As readers of this blog know, I am not a fan of health claims on food packages or supplements. I think they are inherently misleading. It’s hard for me to believe that eating any one food product or supplement will have a significant effect on disease risk.
It is one thing to say that a nutrient is required for good health. It is quite another to say that products containing that nutrient are going to have the same effect. We would all be better off eating foods rather than food products.
That’s why health claims are really about marketing, not health.
Food marketers work hard to get approval for health claims. America is well ahead of Europe in allowing them. European regulatory agencies are still trying to hold health claims to reasonable scientific standards.
The European Food Safety Authority (EFSA) has been turning down requests for health claims right and left, but recently broke down and approved one for iron, requested by the Association de la Transformation Laitière Française, a trade association of French dairy cooperatives. Iron, of course, is an essential nutrient.

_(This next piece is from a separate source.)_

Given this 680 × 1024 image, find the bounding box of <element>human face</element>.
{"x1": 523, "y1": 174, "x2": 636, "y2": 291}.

EFSA said the association could say: “Iron contributes to normal cognitive development of children.” But EFSA said the association could not say: “Iron is necessary for the cognitive development of children.”
I don’t think dairy products should say either, but that’s just me.

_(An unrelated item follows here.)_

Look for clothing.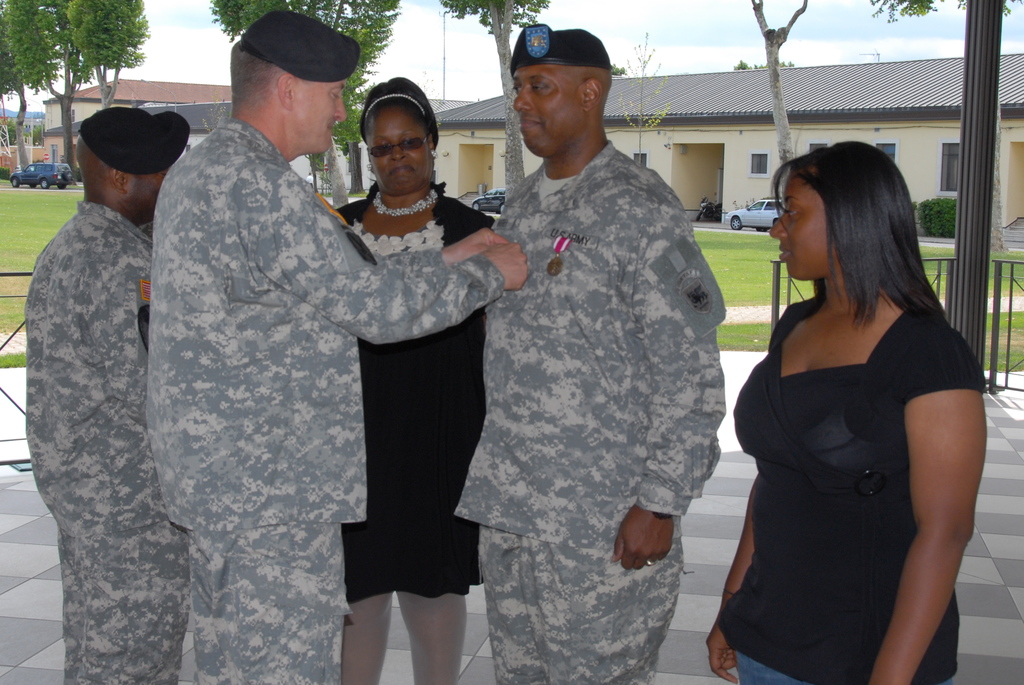
Found: left=710, top=298, right=988, bottom=684.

As for supplements: In December, Food Chemical News reported that supplement firms in the European Union are considering filing a case with the World Trade Organization over EFSA’s refusal of so many of their proposed claims. They consider the rejections a barrier to trade. The firms are looking for a non-European Union country to make their case.
Never underestimate the self-interest of makers of food products and supplements in the struggles over health claims.